06 January 2014, Abuja – Cash-strapped Petroleum Technology Development Fund (PTDF) got a life line from the United Nations Institute for Training and Research (UNITAR), which enabled it to get 60 undergraduate students who are due to leave the shores of Nigeria today for Norway on a three-and-a-half-year study programme under PTDF’s overseas scholarship scheme.
An apparently relieved Executive Secretary of the Fund, Dr. Oluwole Oluleye, described the UN agency’s sponsorship of this batch of students as a “face-lift.”
PTDF has been battling to convince foreign universities where it has its scholars that despite its financial crunch, it was capable of meeting its obligations to its students and the institutions.
At a departure ceremony over the weekend in Abuja where the scholars were put through an orientation course, Oluleye told them: “I need to remind you that although this educational programme is part of the fund’s intervention in the Niger Delta and other parts of the country for empowerment of the youths, this is unique in the sense that this is the only programme we are undertaking in partnership with United Nations Institute for Training and Research (UNITAR),… thus giving the Fund a face-lift.”
Represented by the General Manager, Administration and Human Resources Dept., Balarabe Ahmad, the organisation’s chief executive explained that based on the huge successes recorded in the training of scholars at post-graduate level over the years, the fund decided that it would also be beneficial to Nigeria if youths were given the opportunity to explore various undergraduate programmes under the amnesty programme.
“This effort is what we are witnessing today,” he said. “Therefore, you are benefiting from this programme at this auspicious time when the federal government has designed various programmes to engage our youths in such a way that they will contribute meaningfully to national development and steer them away from militancy and mischief-making.”
Oluleye charged the youths to optimise the opportunity now offered them and not allow themselves to be distracted by the many attractions they would meet in the host country where, he said, they would also encounter a lot of culture shocks.
To underscore the point, the General Manager, Education and Training, Ahmed Galadima, reminded the beneficiaries of the scheme, drawn from across Nigeria, that apart from serious health grounds, the six months pre-engineering course and the main three years degree programme would not be extended for any other reason.
Consequently, he pointed out, failure of any of their courses would see those affected returning to Nigeria empty-handed and losing the chance of being engaged in the lucrative oil and gas sector.
The scholarship package includes tuition fees, accommodation fees, feeding allowance, insurance, living expenses, laptop, books, warm clothing and special events allowances as well as return ticket to and from Norway.
Galadima said the money for their feeding and daily needs would be made available to them on a quarterly basis.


Directions for this task → Your reply should be one number: how many lines of the material contain the word "chart".

╭─ Data supplied

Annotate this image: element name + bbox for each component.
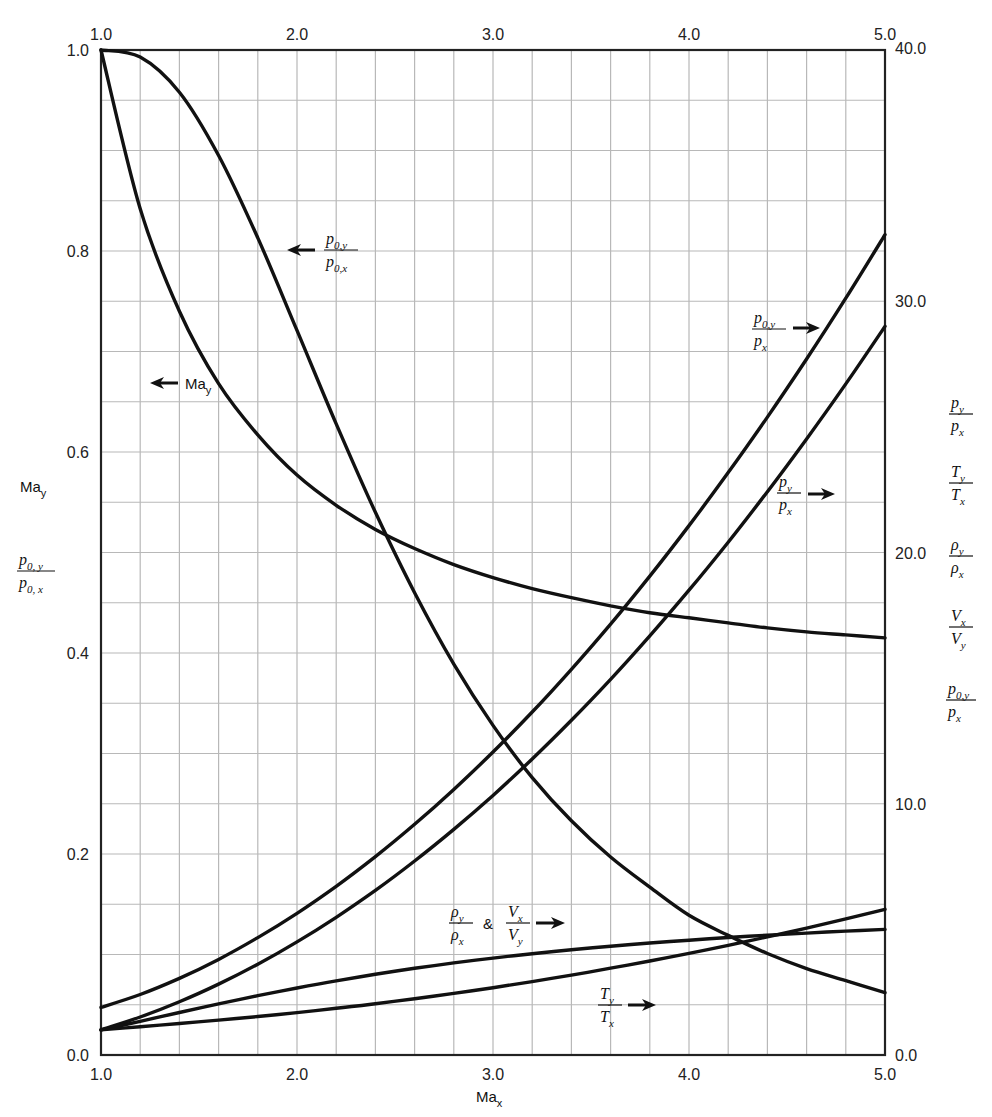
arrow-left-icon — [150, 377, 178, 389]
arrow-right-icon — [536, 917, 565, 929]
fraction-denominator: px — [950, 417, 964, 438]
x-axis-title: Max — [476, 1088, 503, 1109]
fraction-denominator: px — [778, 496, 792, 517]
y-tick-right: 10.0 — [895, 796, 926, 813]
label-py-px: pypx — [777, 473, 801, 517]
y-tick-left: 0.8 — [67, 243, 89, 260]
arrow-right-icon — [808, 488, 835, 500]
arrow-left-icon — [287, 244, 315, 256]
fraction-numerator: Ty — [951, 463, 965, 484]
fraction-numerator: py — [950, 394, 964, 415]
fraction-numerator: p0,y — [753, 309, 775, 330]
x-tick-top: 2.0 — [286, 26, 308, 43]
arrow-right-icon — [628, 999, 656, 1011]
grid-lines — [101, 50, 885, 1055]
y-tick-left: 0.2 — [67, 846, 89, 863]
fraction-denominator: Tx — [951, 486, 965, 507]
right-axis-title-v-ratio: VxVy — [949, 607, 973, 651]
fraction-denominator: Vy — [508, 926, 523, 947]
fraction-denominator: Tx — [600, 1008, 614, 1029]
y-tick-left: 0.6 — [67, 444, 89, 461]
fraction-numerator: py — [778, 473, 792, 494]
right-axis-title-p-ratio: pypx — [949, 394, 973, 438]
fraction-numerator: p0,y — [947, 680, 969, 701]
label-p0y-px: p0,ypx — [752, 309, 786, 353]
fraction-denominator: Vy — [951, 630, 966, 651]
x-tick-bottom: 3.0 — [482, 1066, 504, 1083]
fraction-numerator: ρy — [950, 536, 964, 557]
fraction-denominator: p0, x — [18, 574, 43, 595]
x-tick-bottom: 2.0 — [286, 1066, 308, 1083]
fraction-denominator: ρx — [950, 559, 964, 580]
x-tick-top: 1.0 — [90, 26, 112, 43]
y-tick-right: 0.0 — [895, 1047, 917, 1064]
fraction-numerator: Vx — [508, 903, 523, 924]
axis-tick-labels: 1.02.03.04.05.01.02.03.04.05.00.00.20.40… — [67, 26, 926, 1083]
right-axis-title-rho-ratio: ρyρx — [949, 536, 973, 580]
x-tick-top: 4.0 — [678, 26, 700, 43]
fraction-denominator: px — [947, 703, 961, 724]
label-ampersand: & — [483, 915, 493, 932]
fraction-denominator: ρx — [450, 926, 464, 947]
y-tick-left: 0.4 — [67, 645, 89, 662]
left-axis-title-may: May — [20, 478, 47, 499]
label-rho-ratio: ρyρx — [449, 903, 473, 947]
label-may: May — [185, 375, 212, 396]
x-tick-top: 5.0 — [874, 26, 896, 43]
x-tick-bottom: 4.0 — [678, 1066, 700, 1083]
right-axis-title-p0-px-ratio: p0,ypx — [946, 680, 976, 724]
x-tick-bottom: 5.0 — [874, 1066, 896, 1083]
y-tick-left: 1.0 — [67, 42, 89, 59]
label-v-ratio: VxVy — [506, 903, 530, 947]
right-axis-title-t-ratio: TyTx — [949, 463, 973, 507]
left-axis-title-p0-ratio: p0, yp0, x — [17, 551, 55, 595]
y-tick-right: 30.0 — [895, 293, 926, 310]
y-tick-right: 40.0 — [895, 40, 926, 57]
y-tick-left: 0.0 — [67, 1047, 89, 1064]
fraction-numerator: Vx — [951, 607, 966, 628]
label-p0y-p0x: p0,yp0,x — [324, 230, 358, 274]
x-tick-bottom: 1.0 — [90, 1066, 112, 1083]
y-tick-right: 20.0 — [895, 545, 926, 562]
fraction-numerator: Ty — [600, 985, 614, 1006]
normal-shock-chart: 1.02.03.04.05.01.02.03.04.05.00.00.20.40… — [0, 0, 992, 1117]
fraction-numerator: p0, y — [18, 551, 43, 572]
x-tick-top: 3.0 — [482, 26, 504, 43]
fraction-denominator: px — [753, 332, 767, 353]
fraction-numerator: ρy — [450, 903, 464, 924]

╰─
╭─ Data supplied

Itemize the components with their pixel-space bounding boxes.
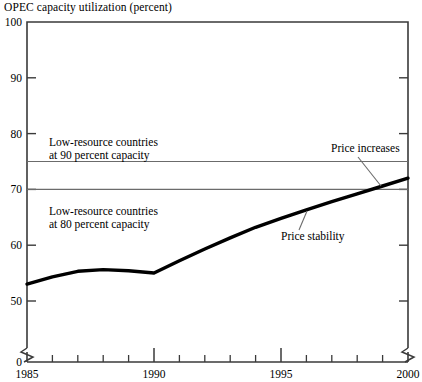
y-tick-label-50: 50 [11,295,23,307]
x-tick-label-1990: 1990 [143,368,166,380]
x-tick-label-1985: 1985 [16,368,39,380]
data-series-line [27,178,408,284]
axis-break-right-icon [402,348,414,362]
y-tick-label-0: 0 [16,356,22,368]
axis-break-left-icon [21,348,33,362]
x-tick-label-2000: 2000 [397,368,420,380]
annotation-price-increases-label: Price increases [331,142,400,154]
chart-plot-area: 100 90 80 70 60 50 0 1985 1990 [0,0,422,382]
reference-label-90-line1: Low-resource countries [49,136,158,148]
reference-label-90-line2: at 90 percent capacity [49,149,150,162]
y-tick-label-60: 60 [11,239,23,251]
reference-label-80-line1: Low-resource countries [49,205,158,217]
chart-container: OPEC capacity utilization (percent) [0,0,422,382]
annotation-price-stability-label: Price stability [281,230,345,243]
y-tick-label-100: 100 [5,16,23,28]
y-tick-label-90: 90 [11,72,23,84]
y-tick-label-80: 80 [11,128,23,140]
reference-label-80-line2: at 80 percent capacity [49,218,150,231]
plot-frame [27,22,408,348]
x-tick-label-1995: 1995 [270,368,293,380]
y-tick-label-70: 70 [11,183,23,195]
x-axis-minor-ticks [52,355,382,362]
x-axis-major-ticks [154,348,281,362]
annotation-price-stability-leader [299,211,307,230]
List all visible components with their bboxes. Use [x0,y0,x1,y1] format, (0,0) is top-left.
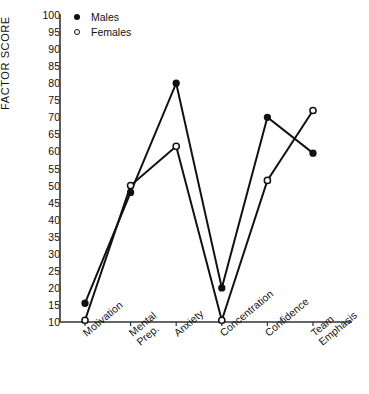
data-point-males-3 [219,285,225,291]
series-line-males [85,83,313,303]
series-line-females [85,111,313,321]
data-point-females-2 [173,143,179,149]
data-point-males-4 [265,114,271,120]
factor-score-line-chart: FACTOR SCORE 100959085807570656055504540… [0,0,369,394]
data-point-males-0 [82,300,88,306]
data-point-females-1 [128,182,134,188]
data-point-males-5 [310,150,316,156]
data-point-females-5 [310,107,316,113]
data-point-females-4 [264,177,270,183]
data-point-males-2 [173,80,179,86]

╰─
╭─ Data supplied

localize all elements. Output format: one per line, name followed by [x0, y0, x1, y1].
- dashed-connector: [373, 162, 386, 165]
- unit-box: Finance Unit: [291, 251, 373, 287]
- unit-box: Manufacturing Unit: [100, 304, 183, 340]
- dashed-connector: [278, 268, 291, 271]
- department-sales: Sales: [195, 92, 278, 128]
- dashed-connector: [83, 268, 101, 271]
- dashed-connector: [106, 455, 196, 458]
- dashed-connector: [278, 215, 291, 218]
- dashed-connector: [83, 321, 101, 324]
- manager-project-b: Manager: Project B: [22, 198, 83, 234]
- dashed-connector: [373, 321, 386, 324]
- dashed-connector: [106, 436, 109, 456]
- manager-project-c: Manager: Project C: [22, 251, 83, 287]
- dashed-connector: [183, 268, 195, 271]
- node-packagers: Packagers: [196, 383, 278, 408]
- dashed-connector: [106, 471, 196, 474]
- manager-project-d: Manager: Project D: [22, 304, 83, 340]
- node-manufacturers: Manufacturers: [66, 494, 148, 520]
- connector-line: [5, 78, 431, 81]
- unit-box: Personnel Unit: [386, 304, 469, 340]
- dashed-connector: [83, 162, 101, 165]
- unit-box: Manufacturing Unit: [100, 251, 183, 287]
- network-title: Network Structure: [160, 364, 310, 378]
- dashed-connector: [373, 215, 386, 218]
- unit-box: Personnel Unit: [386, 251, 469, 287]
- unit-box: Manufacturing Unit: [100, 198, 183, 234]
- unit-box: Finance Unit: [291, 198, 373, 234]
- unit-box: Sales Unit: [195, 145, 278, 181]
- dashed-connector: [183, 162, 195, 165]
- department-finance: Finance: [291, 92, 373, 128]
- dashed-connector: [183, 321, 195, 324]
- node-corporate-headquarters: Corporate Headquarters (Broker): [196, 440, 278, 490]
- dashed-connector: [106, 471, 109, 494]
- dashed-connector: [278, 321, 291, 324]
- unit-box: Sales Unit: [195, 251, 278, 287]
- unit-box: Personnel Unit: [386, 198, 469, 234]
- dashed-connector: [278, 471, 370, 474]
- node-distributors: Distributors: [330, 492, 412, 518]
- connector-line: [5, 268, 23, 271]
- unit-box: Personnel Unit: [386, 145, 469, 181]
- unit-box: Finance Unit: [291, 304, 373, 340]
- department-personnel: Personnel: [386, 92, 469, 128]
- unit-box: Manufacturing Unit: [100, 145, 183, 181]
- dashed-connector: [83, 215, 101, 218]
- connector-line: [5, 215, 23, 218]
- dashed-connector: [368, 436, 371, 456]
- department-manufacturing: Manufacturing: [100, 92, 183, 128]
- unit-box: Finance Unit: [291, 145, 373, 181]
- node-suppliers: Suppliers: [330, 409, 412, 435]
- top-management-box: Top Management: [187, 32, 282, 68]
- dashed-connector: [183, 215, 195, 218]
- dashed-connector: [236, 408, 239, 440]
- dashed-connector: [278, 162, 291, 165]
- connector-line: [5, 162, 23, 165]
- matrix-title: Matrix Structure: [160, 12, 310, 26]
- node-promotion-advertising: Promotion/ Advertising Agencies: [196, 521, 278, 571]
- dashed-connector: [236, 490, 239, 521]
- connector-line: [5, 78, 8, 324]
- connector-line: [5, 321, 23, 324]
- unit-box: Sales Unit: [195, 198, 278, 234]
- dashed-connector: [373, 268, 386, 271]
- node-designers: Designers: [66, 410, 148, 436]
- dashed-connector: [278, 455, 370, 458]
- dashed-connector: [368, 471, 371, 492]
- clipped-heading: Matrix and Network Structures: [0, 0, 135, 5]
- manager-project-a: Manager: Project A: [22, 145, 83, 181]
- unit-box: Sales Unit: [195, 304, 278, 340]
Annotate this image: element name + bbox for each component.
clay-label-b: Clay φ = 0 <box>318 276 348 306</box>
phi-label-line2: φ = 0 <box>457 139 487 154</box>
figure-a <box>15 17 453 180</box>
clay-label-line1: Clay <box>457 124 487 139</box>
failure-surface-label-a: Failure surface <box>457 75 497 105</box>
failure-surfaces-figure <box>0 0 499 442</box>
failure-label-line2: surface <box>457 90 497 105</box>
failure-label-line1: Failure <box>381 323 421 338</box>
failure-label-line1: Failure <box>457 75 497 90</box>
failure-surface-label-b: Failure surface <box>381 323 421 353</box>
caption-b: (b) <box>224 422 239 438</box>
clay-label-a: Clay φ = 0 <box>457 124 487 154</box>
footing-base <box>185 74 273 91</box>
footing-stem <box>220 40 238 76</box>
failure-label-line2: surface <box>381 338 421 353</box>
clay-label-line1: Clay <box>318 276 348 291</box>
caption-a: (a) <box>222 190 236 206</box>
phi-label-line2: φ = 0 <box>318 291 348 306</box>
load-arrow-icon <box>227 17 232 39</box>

╰─

Worked solution → 4